Diego Schibelinski

PhD Researcher

Bonn Center for Dependency and Slavery Studies
Room 0.205
Heussallee 18–24
D-53113 Bonn
diego.schibelinski@gmail.com

Supervisors: Prof. Dr. Michael Zeuske, Prof. Dr. Beatriz Gallotti Mamigonian (Universidade Federal de Santa Catarina, Brazil)

Member of
Diego Schibelinski
© Diego Schibelinski

Academic Profile

Sailing a Hidden Atlantic: Slave Ship Crews during the Age of Abolition (1807–1867)

The main objective of my research is to understand who the workers composing the slave ships' crews were. Precisely those that crossed the Atlantic towards Brazilian ports during the last phase of the transatlantic slave trade. Always paying attention to what legal treatment was provided and offered to them during this period of illegality. In other words, from a collective and Atlantic perspective, reconstituting the fate of these crews during the campaign against the Brazilian slave trade, considering the complexity of the different relations established in this specific labor scenario. After all, although undeniably complex, this is a topic that still needs to be explored.

In this way, I'm proposing a re-reading of the classic topic of the transatlantic slave trade through the lens of Social History, specifically from the perspective of Labor History. By conceiving the crews as an object of analysis, I seek to discuss the material and working conditions under which the voyages were made, considering not only the maritime labor process but also the specific hardships of an endeavor whose "cargo" transported were human beings in processes of enslavement. To this end, I'm drawing on the collective efforts and contributions of Global Labor History.

In my research, capitalism is interpreted as "a process of progressing circulation of commodity production and distribution, in which not just labor products but also means of production and labor itself acquire the status of commodities." A circulation process made possible by using the European deep-sea sailing ship – of which the slave ship is a variant.

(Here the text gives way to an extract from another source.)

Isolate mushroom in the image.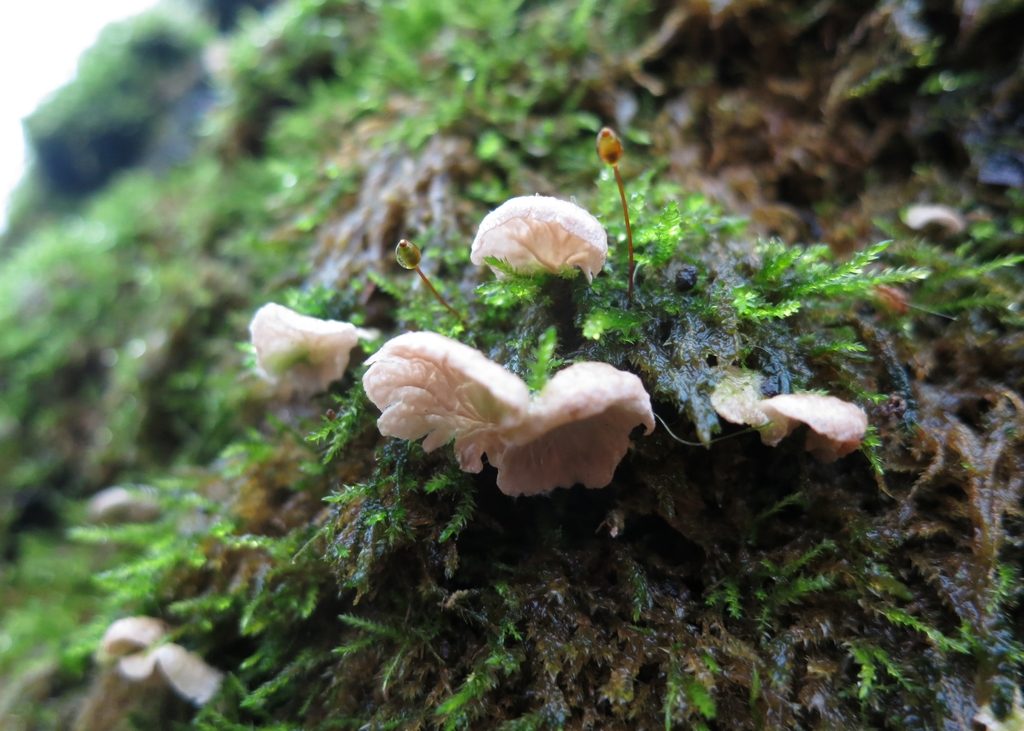
Isolated region: 902,206,963,231.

Because slave-trade sailors were active in expanding and connecting this new system of global proportions but also in producing one of its most valuable commodities: the human labor force, personified in enslaved Africans'. In my analysis, the slave ship is seen as a "physical space, part of the worlds of labor"; a space of work experience and social coexistence for countless historical subjects that experienced processes of exploitation characteristic of modernity and, above all, of the capitalist economic system formation.

Far from presenting a tendency to free and waged labor universalization, capitalism here is as a system where other kinds of labor relations exist in a compatible way with capitalist markets, being deeply necessary for their further development. That is, within the capitalist system, since its genesis, many commodified labor relations co-existed simultaneously and had equal importance.

In this sense, the slave ship seems to be a privileged space for analyzing how the capitalist organizational structure of work produced different regimes of commodification of labor. An example of how, inside a specific commodity chain, a variety of individual and collective hierarchization and oppression of the labor force were produced and employed.

since 2022
Research Associate, Bonn Center for Dependency and Slavery Studies, University of Bonn, Bonn, Germany

since 2022
Ph.D. in History, Bonn Center for Dependency and Slavery Studies, University of Bonn, Germany

2017-2020
M.A. in History, Universidade Federal de Santa Catarina, Brazil

2011-2016
B.A. in History, Universidade Federal de Santa Catarina, Brazil

June 2022
Disputes around the seafolk enrollment: Santa Catarina, Brazil, 1845–1855. Workshop Recasting Subjects and Subjectivities in the Writing of History: Strategies, Spaces and Conflicts between the 19th and 20th Centuries. Scuola Superiore Meridionale, Napoli.

February 2019
Las mujeres que la marea llevó: trabajadoras marítimas en el Brasil ochocentista. 3º Simposio Especializado la Mujer y el Mar: Relaciones Marítimas y de Género a lo Largo de la Historia, Madrid.

May 2019
Escravidão e liberdade entre os trabalhadores marítimos no litoral catarinense (1846–1889). 9º Encontro Escravidão e Liberdade no Brasil Meridional, Florianópolis.

September 2018
Trabalho, cativeiro, resistência e liberdade: marítimos escravos na navegação de cabotagem do Brasil (1840–1880). 5º Seminário Internacional Mundos do Trabalho/9ª Jornada Nacional de História do Trabalho/ 9ª Jornadas Regionais do GT Mundos do Trabalho, Porto Alegre.

  • 2022. "Uma análise do perfil de trabalhadores da construção naval nos mapas estatísticos do Ministério da Marinha do Império do Brasil (1847–1875)." In Trabajos y Comunicaciones 55. Dossier: História social dos trabalhadores do mar.
  • 2021. "Do cais ao convés: marítimos e a navegação de cabotagem no porto de Laguna." In Revisitar Laguna: histórias de conexões atlânticas, edited by Beatriz G. Mamigonian and Thiago J. Sayão. Florianópolis: Editora da UFSC.